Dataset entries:

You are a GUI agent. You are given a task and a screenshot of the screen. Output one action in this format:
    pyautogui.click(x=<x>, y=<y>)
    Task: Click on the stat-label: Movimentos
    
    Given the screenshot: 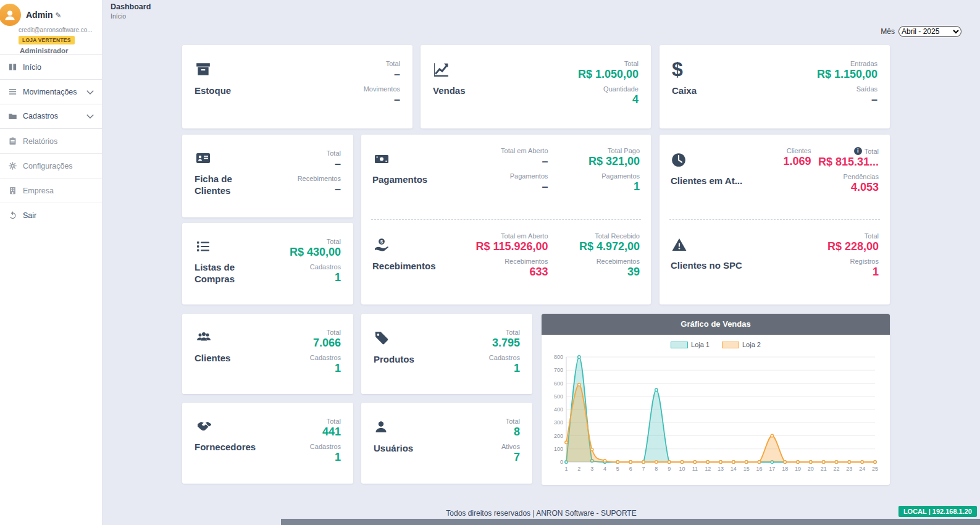 What is the action you would take?
    pyautogui.click(x=382, y=89)
    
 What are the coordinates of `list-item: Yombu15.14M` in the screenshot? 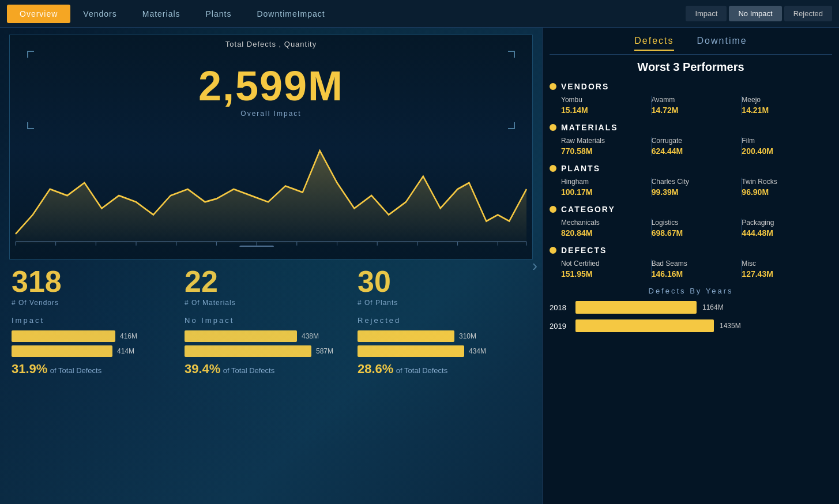 It's located at (607, 105).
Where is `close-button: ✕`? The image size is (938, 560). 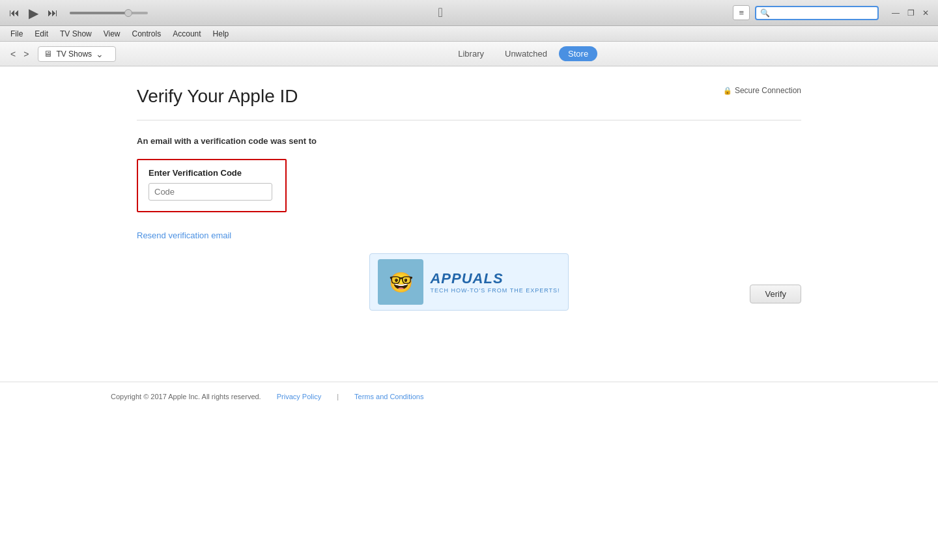
close-button: ✕ is located at coordinates (926, 13).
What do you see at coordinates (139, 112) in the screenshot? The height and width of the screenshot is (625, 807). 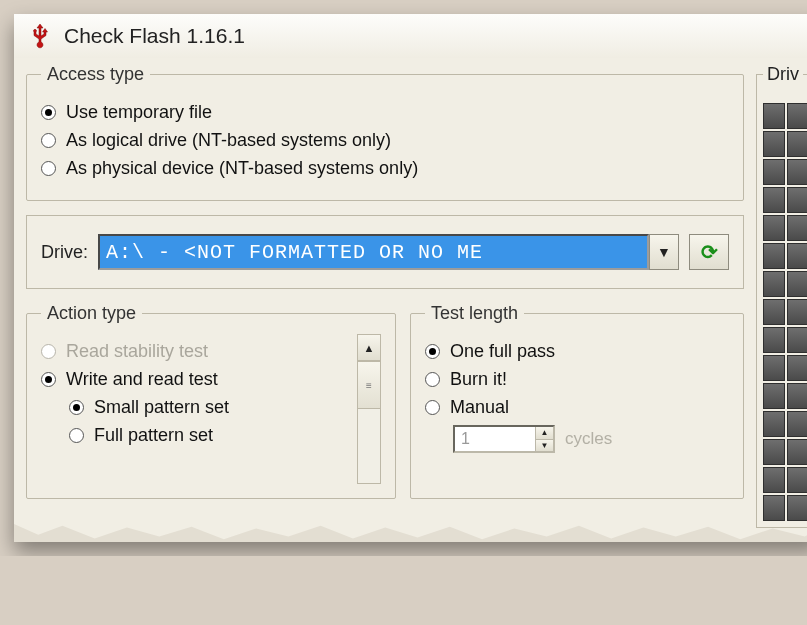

▶ _Work instruction_
Nothing but the lines from the one holding "is (938, 560)." through the final line of the records above belongs in the answer, each retyped exactly; omit the pictures.

▶ _Written answer_
Where is `close-button: ✕`? The image size is (938, 560). 
close-button: ✕ is located at coordinates (926, 13).
What do you see at coordinates (139, 112) in the screenshot? The height and width of the screenshot is (625, 807). 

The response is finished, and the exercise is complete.